Ohio voters get to decide today whether the state is to become the next fully legal marijuana market in the nation. However, there is also a rival issue on the ballot that could prevent legalization from happening even if the majority comes out in support for legal weed.
The measure seeking to bring legal marijuana to the Buckeye state is ResponsibleOhio’s Issue 3, a proposed constitutional amendment that would allow adults 21 or older to purchase weed in a manner similar to beer at a number of retail dispensaries across the state. It would also legalize the herb for medicinal purposes, allowing doctors to offer recommendations to patients suffering from a wealth of health conditions.
If voters back this initiative, Ohio would join Colorado, Washington, Oregon and Alaska in becoming the fifth state to ending prohibitionary times.
Although most statewide efforts to legalize recreational marijuana have had a great deal of success over the past few years, Issue 3 has been dragged through the dirt, mostly by marijuana advocates, over the oddly-shaped structure of the industry that comes attached to legalization.
In exchange for legal weed, ResponsibleOhio, which is made up of a group of wealthy investors and local entrepreneurs, gets exclusive rights to the commercial production and distribution of marijuana. Although the guts of Issue 3 eliminates the criminal penalties associated with marijuana possession, not to mention permits residents to grow a significant amount of weed at home for personal use, it also eliminates the possibility of anyone other than ResponsibleOhio from getting into the business of growing and selling weed.
In short, Issue 3 creates a legal environment for the average pot consumer similar to what is currently underway in Colorado, but it establishes a monopoly on the market in the process.
Because of this, the Ohio General Assembly got together over the summer and put a competing initiative on the ballot – Issue 2. This measure asks for voters to decide whether or not the state should allow the existence of monopolies. Therefore, regardless if ResponsibleOhio’s Issue 3 wins the election, Issue 2, otherwise known as the anti-monopoly amendment would only need the approval of the voting majority to stop legalization dead in its tracks.
“Should both proposed measures be approved, the anti-monopoly amendment put forth by the legislature would go into effect first and its provision banning a monopoly from inclusion in the constitution would serve as an effective roadblock to ResponsibleOhio’s amendment taking effect,” Husted said in a statement.
The problem is that all of the noise surrounding both issues has created a shitstorm of confusion that has convinced even the most loyal marijuana supporters; those who would likely remain unaffected by the ResponsibleOhio monopoly scheme, to stand in opposition with the measure.
“It’s disgusting to me,” Sri Kavuru, executive director of Ohioans to End Prohibition, told the Cincinnati Enquirer. “The idea that any group or corporation has the exclusive right to grow marijuana and sell it. It’s not plutonium. It’s an agricultural commodity that should be regulated like one.”
The impact of the media racket has become a virus that has revealed itself in some of the latest surveys. Most of the polls show that Ohioans are split on whether they should legalize weed or support the anti-monopoly proposal, making the outcome of today’s election completely unpredictable.
However, one thing is certain, if Ohio manages to emerge from today’s election having legalized marijuana, every state with an initiative on the ballot in 2016 will have no excuse for failure.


When a line of the material has the word "value" in it, copy that line.

■ **Source data**:
= Beginning of Section =

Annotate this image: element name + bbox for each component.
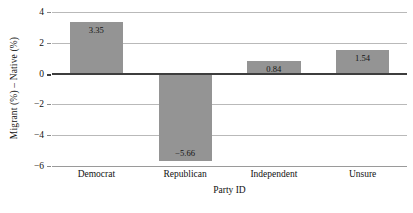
- plot-area: 420−2−4−6 3.35−5.660.841.54: [52, 12, 407, 166]
- x-axis-ticks-group: DemocratRepublicanIndependentUnsure: [52, 169, 407, 185]
- y-axis-title: Migrant (%) – Native (%): [9, 8, 19, 168]
- x-tick-label: Independent: [250, 169, 297, 179]
- y-tick-mark: [47, 12, 51, 13]
- y-tick-label: 2: [39, 38, 44, 48]
- x-axis-title: Party ID: [52, 185, 407, 195]
- y-tick-mark: [47, 166, 51, 167]
- x-axis-line: [52, 166, 407, 167]
- bar-value-label: 1.54: [336, 53, 389, 63]
- bars-group: 3.35−5.660.841.54: [52, 12, 407, 166]
- x-tick-label: Democrat: [78, 169, 115, 179]
- y-tick-mark: [47, 43, 51, 44]
- y-tick-mark: [47, 104, 51, 105]
- y-tick-label: −2: [34, 99, 44, 109]
- y-tick-label: −4: [34, 130, 44, 140]
- y-tick-mark: [47, 74, 51, 76]
- x-tick-label: Republican: [163, 169, 206, 179]
- x-tick-label: Unsure: [349, 169, 376, 179]
- bar-value-label: −5.66: [159, 148, 212, 158]
- y-tick-label: 4: [39, 7, 44, 17]
- y-tick-label: 0: [39, 69, 44, 79]
- y-tick-mark: [47, 135, 51, 136]
- bar-chart-figure: Migrant (%) – Native (%) 420−2−4−6 3.35−…: [0, 0, 413, 213]
- bar-value-label: 3.35: [70, 25, 123, 35]
- y-tick-label: −6: [34, 161, 44, 171]
- zero-line: [52, 73, 407, 75]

= End of Section =

■ **Answer to the problem**:
- bar-value-label: 1.54: [336, 53, 389, 63]
- bar-value-label: −5.66: [159, 148, 212, 158]
- bar-value-label: 3.35: [70, 25, 123, 35]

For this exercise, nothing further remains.